Skip to content

Latest commit

 

History

History
39 lines (28 loc) · 1.84 KB

Finnish_is_cool.md

File metadata and controls

39 lines (28 loc) · 1.84 KB

Thoughts on the Finnish language

I have been learning Finnish for approximately 600 days now. These are my thoughts on the language. I am somewhere in the vicinity of A1 proficiency, so my linguistic analysis should not be given much weight.

Notable differences versus English and other European languages

The two most obvious differences with languages like English and German are the lack of articles and the lack of gender:

  • She is a Finn = Hän on Suomalainen
  • He is a Finn = Hän on Suomalainen

This saves both words and time relative to say, German, which pointlessly assigns a gender to pencils and clocks:

  • the hotel, the pencil, the clock = das Hotel, der Bleistift, die Uhr
  • the hotel, the pencil, the clock = hotelli, kynä, kello.

Not gendering third-person pronouns is both practical and inclusive.

The distinction between "a" and "the" is positional: You have the ticket = Lippu on sinulla I have a ticket = Minulla on lippu

Pronounciation

Finnish is strictly phonetic. My friend Mikko says that a spelling bee in Finland would be a hearing test. The good news is that, if one can hear words correctly, one can write them. The bad news is that one has to listen very carefully, because every sound matters. One can turn a meeting into a murder by not making an "a" sound long enough ("tapaan" versus "tapan"). Fortunately, the crime rate in Finland is quite low and the likelihood of confusion here is unlikely.

"no niin"

This is the linguistic equivalent of "duct tape" in Finland. You can use it pretty much anywhere. Ismo explains this here. The literal translation is "well so" but has more inflection-driven versatility than either "well" and "so" in English, although some of the usage patterns overlap. From what I've inferred, "no niin" is a standard way to answer the telephone with familiars.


### WHAT YOU HAVE TO DO
Gather all lines in the records below that include the word "msec".

_ _ _

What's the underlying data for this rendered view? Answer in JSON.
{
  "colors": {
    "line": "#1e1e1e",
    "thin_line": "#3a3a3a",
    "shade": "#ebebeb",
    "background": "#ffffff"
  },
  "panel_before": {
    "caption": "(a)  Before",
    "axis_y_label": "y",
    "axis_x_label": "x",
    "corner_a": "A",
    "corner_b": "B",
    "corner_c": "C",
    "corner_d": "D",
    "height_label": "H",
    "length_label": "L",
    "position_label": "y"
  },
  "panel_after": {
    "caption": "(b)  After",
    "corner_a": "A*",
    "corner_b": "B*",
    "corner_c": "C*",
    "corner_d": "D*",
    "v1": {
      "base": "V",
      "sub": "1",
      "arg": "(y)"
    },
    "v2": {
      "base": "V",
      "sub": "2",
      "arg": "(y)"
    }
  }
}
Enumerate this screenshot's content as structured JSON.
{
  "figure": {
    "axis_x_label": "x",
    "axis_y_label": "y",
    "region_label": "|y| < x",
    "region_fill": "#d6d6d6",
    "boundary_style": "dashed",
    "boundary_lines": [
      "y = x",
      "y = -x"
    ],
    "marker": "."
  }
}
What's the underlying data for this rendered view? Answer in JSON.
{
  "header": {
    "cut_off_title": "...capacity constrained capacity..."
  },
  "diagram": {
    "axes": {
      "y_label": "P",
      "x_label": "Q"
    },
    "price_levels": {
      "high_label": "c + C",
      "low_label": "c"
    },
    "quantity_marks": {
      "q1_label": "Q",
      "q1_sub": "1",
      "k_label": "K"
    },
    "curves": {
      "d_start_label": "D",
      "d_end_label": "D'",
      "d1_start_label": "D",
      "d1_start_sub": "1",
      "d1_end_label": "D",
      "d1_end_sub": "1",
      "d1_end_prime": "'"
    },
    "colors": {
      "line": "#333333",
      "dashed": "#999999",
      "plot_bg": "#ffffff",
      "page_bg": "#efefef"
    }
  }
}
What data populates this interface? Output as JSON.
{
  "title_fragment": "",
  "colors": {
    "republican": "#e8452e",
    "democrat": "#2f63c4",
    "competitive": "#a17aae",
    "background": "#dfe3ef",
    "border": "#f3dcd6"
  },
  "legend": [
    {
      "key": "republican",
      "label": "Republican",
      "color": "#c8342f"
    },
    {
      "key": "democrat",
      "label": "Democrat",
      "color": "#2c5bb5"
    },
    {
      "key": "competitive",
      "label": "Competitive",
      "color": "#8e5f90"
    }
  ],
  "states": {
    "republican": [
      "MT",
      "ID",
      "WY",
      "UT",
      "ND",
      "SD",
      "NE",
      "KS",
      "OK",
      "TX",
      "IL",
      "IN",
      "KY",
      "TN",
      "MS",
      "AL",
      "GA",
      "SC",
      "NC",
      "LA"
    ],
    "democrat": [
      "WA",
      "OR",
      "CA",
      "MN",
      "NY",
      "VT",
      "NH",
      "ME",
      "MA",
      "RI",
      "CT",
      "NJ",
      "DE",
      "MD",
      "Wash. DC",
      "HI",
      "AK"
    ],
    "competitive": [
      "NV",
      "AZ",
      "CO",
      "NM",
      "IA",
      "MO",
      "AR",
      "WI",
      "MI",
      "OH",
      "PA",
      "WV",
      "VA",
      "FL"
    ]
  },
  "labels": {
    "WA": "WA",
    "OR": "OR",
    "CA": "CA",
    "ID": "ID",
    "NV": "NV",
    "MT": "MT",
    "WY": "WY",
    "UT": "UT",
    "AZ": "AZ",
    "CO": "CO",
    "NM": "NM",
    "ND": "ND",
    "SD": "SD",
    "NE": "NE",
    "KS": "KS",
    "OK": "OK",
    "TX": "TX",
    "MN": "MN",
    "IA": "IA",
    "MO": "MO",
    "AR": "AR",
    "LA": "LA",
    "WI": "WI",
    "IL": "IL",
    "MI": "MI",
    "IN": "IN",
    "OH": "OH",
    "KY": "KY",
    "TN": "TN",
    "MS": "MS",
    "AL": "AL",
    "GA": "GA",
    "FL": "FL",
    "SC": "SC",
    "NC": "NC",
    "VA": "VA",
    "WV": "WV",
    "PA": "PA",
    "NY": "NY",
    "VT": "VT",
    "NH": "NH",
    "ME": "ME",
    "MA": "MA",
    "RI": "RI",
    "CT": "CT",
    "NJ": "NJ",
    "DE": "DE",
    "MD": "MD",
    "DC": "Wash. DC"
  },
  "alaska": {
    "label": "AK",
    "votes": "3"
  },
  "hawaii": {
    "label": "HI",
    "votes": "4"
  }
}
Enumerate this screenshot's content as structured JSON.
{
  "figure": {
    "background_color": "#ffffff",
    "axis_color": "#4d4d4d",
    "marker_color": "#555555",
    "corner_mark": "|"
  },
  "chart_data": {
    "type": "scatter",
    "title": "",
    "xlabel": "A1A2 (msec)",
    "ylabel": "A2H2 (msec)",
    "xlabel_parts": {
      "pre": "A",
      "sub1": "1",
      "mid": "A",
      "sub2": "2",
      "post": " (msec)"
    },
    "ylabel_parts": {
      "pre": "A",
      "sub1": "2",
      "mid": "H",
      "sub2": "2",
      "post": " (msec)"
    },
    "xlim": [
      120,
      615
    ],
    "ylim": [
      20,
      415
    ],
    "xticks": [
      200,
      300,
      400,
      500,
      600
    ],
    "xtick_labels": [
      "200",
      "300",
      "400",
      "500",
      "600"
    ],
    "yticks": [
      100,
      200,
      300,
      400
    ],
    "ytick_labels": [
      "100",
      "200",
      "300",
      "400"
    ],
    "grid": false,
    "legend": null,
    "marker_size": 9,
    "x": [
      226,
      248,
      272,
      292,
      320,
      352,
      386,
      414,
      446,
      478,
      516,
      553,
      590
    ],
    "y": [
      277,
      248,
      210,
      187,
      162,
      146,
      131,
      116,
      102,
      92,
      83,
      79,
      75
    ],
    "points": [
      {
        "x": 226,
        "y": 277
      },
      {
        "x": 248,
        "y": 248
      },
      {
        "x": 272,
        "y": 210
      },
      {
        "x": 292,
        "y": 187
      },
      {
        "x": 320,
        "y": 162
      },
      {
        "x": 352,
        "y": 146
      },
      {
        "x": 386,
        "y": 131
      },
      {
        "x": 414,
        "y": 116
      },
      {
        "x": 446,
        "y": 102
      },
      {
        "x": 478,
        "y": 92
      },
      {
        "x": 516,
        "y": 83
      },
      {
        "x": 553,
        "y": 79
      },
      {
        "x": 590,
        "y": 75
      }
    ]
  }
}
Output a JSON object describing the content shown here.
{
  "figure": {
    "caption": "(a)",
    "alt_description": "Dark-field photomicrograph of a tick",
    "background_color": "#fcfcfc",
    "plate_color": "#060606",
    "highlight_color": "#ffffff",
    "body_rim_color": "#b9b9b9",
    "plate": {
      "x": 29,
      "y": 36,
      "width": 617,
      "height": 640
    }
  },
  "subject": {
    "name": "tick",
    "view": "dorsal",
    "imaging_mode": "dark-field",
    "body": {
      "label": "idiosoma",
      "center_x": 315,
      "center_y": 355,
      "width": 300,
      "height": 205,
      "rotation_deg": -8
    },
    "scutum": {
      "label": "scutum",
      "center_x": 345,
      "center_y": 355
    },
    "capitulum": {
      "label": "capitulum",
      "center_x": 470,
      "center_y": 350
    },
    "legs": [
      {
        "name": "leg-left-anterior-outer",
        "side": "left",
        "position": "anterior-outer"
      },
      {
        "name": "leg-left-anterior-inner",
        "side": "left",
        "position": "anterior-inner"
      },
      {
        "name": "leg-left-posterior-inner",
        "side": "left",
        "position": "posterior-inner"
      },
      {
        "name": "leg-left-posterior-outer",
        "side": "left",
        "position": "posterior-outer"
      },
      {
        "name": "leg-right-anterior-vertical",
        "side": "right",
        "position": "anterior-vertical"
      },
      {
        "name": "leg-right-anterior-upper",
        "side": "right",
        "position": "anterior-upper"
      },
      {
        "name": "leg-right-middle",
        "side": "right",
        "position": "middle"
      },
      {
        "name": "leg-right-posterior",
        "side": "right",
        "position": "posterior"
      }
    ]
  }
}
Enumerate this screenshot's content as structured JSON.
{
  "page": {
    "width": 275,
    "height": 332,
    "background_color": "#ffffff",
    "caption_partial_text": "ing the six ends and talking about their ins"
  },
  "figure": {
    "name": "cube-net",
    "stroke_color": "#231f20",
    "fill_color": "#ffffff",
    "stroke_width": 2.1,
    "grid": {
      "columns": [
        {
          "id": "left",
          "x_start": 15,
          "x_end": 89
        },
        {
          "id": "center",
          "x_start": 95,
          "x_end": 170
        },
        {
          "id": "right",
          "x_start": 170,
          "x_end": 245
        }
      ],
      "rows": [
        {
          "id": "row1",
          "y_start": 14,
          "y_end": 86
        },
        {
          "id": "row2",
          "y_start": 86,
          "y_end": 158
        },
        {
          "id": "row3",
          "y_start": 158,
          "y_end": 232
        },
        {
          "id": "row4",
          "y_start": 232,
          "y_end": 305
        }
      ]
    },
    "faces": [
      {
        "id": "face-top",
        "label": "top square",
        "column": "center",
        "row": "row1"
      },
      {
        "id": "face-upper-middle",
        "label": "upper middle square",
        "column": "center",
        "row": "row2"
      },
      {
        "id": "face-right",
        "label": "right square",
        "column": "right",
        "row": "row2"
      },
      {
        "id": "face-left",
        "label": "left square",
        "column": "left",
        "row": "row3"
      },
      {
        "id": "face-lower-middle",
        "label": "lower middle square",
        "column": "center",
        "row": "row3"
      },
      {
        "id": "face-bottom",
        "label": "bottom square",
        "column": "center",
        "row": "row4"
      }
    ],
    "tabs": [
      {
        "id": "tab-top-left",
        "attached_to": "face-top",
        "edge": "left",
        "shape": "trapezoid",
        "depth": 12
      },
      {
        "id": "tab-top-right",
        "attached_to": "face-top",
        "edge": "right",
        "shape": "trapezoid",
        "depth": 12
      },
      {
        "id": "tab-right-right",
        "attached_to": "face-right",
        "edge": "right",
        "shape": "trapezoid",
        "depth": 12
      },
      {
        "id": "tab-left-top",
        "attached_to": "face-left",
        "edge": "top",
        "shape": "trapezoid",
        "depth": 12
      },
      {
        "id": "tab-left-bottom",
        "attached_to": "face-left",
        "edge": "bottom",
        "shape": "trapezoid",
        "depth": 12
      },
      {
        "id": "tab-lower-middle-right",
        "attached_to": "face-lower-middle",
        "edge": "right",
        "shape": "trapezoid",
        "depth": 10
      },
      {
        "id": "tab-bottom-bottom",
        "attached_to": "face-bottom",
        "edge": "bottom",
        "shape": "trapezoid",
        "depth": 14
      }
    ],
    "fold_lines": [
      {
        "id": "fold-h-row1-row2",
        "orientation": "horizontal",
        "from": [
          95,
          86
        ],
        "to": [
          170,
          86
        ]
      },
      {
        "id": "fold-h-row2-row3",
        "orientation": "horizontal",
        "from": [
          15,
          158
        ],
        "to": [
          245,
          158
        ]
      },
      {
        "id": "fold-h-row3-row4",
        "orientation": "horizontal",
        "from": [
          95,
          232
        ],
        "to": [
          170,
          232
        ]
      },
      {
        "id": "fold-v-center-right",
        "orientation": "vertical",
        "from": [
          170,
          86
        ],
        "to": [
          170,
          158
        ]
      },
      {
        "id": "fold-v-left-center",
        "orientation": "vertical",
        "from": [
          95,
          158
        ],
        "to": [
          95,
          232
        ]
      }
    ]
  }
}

_ _ _

### ANSWER SPACE
    "xlabel": "A1A2 (msec)",
    "ylabel": "A2H2 (msec)",
      "post": " (msec)"
      "post": " (msec)"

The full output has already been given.